Data makes a difference for Vital Plastics

Schaumburg, Ill. — Top management at Vital Plastics Inc. has used a data-driven approach to improve results at the custom injection molder.

“When I first got here, it looked like an 18-year-old startup company,” Vital President George Hauser said May 21 at the 2019 Plastics News Financial Summit in Schaumburg. “There was a lack of discipline and not much depth of management.”

Hauser’s original objective at Baldwin, Wis.-based Vital was to prepare the company for a sale and rebuild its balance sheet after two buyouts. He ended up staying on and became the firm’s president in 2017. Along the way, he changed Vital’s banking, accounting and insurance strategies.

Matt Fish came on as Vital’s chief financial officer in 2017, shortly before Hauser became president. Fish had worked in finance for a variety of manufacturing firms before going into academia and then returning to manufacturing with Vital.

Fish said May 21 that he had to convince Vital to move “from the barnyard to the data barn.”

“There was overconfidence in intuition and a lack of top management support in data,” he explained. “But you have to find time to analyze data. You can’t afford not to.”

At Vital, Fish centralized as many functions as possible, including insourcing the firm’s payroll operations. Managers now receive a production report every day at 5 a.m.

Data efforts at Vital include customized metrics such as daily part reject reporting, machine capacity utilization analysis and comparisons of scrap vs. cycle time.
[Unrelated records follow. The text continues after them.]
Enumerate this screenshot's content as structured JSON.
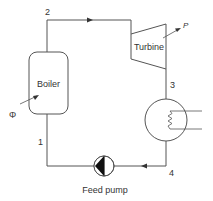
{
  "diagram": {
    "type": "rankine-cycle-schematic",
    "components": {
      "boiler": {
        "label": "Boiler"
      },
      "turbine": {
        "label": "Turbine"
      },
      "condenser": {
        "label": ""
      },
      "pump": {
        "label": "Feed pump"
      }
    },
    "states": {
      "s1": "1",
      "s2": "2",
      "s3": "3",
      "s4": "4"
    },
    "inputs": {
      "heat": "Φ",
      "power": "P"
    },
    "colors": {
      "line": "#555555",
      "text": "#333333",
      "pump_fill": "#111111"
    }
  }
}
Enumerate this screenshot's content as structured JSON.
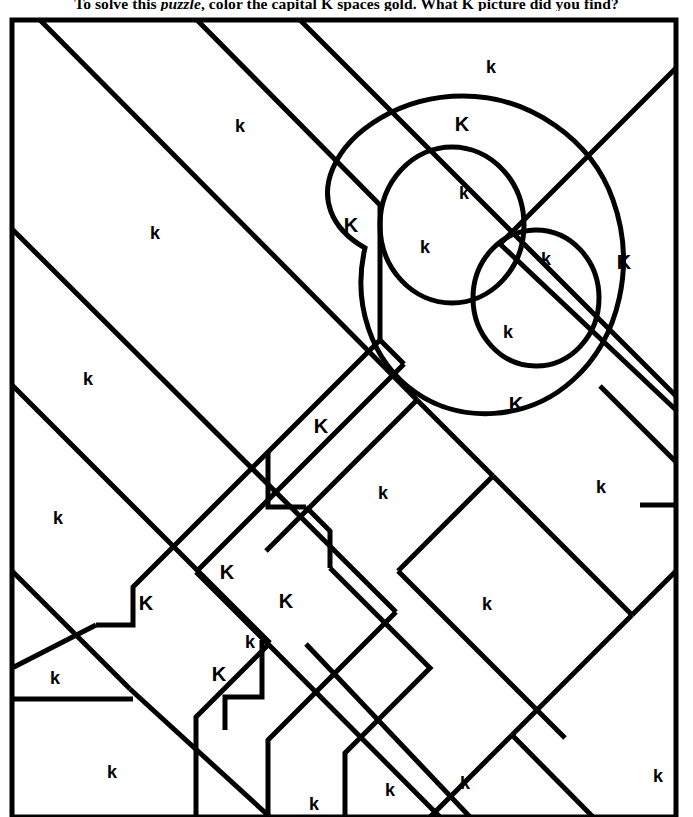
{
  "page": {
    "background_color": "#ffffff",
    "ink_color": "#000000",
    "width": 693,
    "height": 817
  },
  "instruction": {
    "prefix": "To solve this ",
    "emphasis": "puzzle",
    "suffix": ", color the capital K spaces gold. What K picture did you find?",
    "full_text": "To solve this puzzle, color the capital K spaces gold. What K picture did you find?"
  },
  "puzzle": {
    "answer_letter": "K",
    "fill_letter": "K",
    "fill_color_name": "gold",
    "hidden_picture": "key",
    "frame": {
      "x": 12,
      "y": 20,
      "width": 664,
      "height": 797
    },
    "stroke_width": 5,
    "labels": [
      {
        "id": "l01",
        "text": "k",
        "case": "lower",
        "x": 491,
        "y": 67
      },
      {
        "id": "l02",
        "text": "k",
        "case": "lower",
        "x": 240,
        "y": 126
      },
      {
        "id": "l03",
        "text": "K",
        "case": "upper",
        "x": 462,
        "y": 124
      },
      {
        "id": "l04",
        "text": "k",
        "case": "lower",
        "x": 464,
        "y": 193
      },
      {
        "id": "l05",
        "text": "K",
        "case": "upper",
        "x": 351,
        "y": 225
      },
      {
        "id": "l06",
        "text": "k",
        "case": "lower",
        "x": 155,
        "y": 233
      },
      {
        "id": "l07",
        "text": "k",
        "case": "lower",
        "x": 425,
        "y": 247
      },
      {
        "id": "l08",
        "text": "k",
        "case": "lower",
        "x": 546,
        "y": 259
      },
      {
        "id": "l09",
        "text": "K",
        "case": "upper",
        "x": 624,
        "y": 262
      },
      {
        "id": "l10",
        "text": "k",
        "case": "lower",
        "x": 88,
        "y": 379
      },
      {
        "id": "l11",
        "text": "k",
        "case": "lower",
        "x": 508,
        "y": 332
      },
      {
        "id": "l12",
        "text": "K",
        "case": "upper",
        "x": 516,
        "y": 404
      },
      {
        "id": "l13",
        "text": "K",
        "case": "upper",
        "x": 321,
        "y": 426
      },
      {
        "id": "l14",
        "text": "k",
        "case": "lower",
        "x": 58,
        "y": 518
      },
      {
        "id": "l15",
        "text": "K",
        "case": "upper",
        "x": 227,
        "y": 572
      },
      {
        "id": "l16",
        "text": "k",
        "case": "lower",
        "x": 383,
        "y": 493
      },
      {
        "id": "l17",
        "text": "k",
        "case": "lower",
        "x": 601,
        "y": 487
      },
      {
        "id": "l18",
        "text": "K",
        "case": "upper",
        "x": 146,
        "y": 603
      },
      {
        "id": "l19",
        "text": "K",
        "case": "upper",
        "x": 286,
        "y": 601
      },
      {
        "id": "l20",
        "text": "k",
        "case": "lower",
        "x": 487,
        "y": 604
      },
      {
        "id": "l21",
        "text": "k",
        "case": "lower",
        "x": 250,
        "y": 642
      },
      {
        "id": "l22",
        "text": "k",
        "case": "lower",
        "x": 55,
        "y": 678
      },
      {
        "id": "l23",
        "text": "K",
        "case": "upper",
        "x": 219,
        "y": 674
      },
      {
        "id": "l24",
        "text": "k",
        "case": "lower",
        "x": 112,
        "y": 772
      },
      {
        "id": "l25",
        "text": "k",
        "case": "lower",
        "x": 314,
        "y": 804
      },
      {
        "id": "l26",
        "text": "k",
        "case": "lower",
        "x": 390,
        "y": 790
      },
      {
        "id": "l27",
        "text": "k",
        "case": "lower",
        "x": 465,
        "y": 783
      },
      {
        "id": "l28",
        "text": "k",
        "case": "lower",
        "x": 658,
        "y": 776
      }
    ],
    "shapes": {
      "description": "Diagonal straight lines forming polygon regions, plus key head made of an outer rounded loop and two inner circles.",
      "key_head": {
        "outer_loop": "rounded outer outline of key bow",
        "inner_circle_upper": {
          "cx": 452,
          "cy": 225,
          "rx": 72,
          "ry": 78
        },
        "inner_circle_lower": {
          "cx": 536,
          "cy": 298,
          "rx": 63,
          "ry": 68
        }
      }
    }
  }
}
Vital has a unique business plan that includes many home-based employees who do complex assembly. The stay-at-home workers come to the Baldwin plant once a week and pick up boxes of parts to assemble, instructions and sometimes fixtures to help do the piecemeal work.

Earlier this year, Vital was a finalist for the Plastics News Processor of the Year Award, and it won the PN Excellence Award for employee relations.

Vital employs more than 300 overall and operates 57 injection molding presses. The firm posted sales of about $18 million in 2018.